Classifying signatures: search, gather, and lca methods.

sourmash provides several different techniques for doing classification and breakdown of signatures.

Breaking down metagenomic samples with gather and lca

Neither search option (similarity or containment) is effective when comparing or searching with metagenomes, which typically have a mixture of many different genomes. While you might use containment to see if a query genome is present in one or more metagenomes, a common question to ask is the reverse: what genomes are in my metagenome?

We have implemented two algorithms in sourmash to do this.

One algorithm uses taxonomic information from e.g. GenBank to classify individual k-mers, and then infers taxonomic distributions of metagenome contents from the presence of these individual k-mers. (This is the approach pioneered by Kraken and many other tools.) sourmash lca can be used to classify individual genome bins with classify, or summarize metagenome taxonomy with summarize. The sourmash lca tutorial shows how to use the lca classify and summarize commands, and also provides guidance on building your own database.

The other approach, gather, breaks a metagenome down into individual genomes based on greedy partitioning. Essentially, it takes a query metagenome and searches the database for the most highly contained genome; it then subtracts that match from the metagenome, and repeats. At the end it reports how much of the metagenome remains unknown. The basic sourmash tutorial has some sample output from using gather with GenBank.
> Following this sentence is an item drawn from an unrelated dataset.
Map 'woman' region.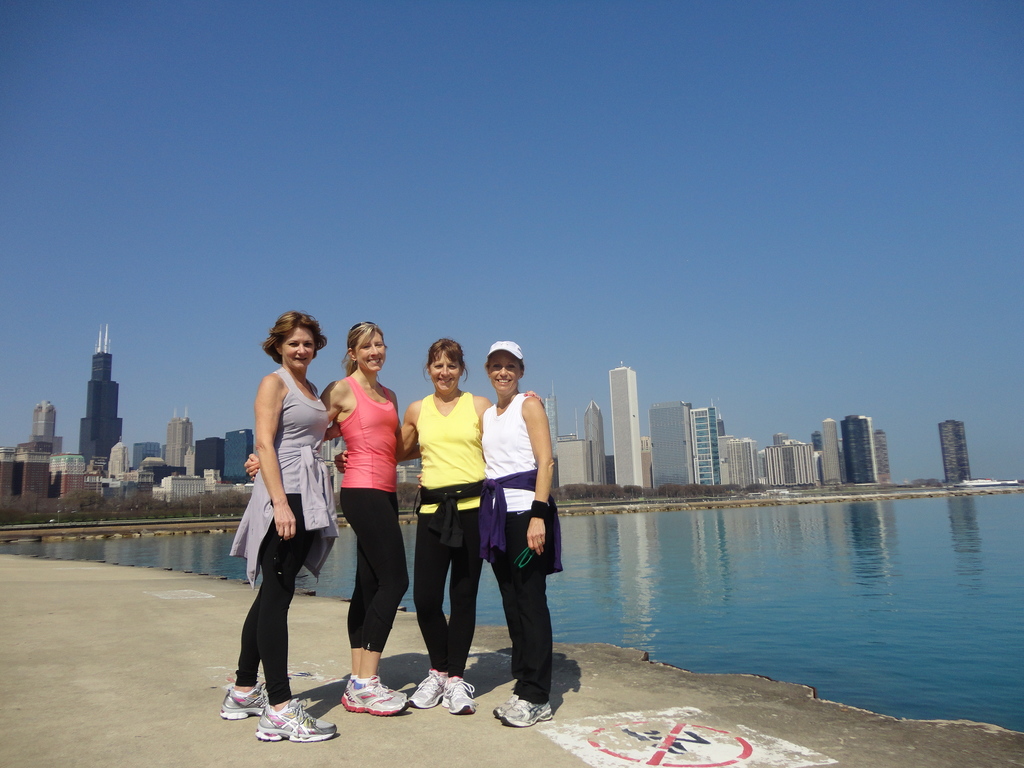
Mapped to BBox(216, 310, 337, 744).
Our preliminary benchmarking suggests that gather is the most accurate method available for doing strain-level resolution of genomes. More on that as we move forward!

To do taxonomy, or not to do taxonomy?

By default, there is no structured taxonomic information available in sourmash signatures or SBT databases of signatures. Generally what this means is that you will have to provide your own mapping from a match to some taxonomic hierarchy. This is generally the case when you are working with lots of genomes that have no taxonomic information.

The lca subcommands, however, work with LCA databases, which contain taxonomic information by construction. This is one of the main differences between the sourmash lca subcommands and the basic sourmash search functionality. So the lca subcommands will generally output structured taxonomic information, and these are what you should look to if you are interested in doing classification.

The command lca gather applies the gather algorithm to search an LCA database; it reports taxonomy.

It’s important to note that taxonomy based on k-mers is very, very specific and if you get a match, it’s pretty reliable. On the converse, however, k-mer identification is very brittle with respect to evolutionary divergence, so if you don’t get a match it may only mean that the particular species isn’t known.

Abundance weighting

If you compute your input signatures with --track-abundance, both sourmash gather and sourmash lca gather will use that information to calculate an abundance-weighted result. Briefly, this will weight each match to a hash value by the multiplicity of the hash value in the query signature. You can turn off this behavior with --ignore-abundance.

What commands should I use?

It’s not always easy to figure that out, we know! We’re thinking about better tutorials and documentation constantly.

We suggest the following approach:

  • build some signatures and do some searches, to get some basic familiarity with sourmash;
  • explore the available databases;
  • then ask questions via the issue tracker and we will do our best to help you out!

This helps us figure out what people are actually interested in doing, and any help we provide via the issue tracker will eventually be added into the documentation.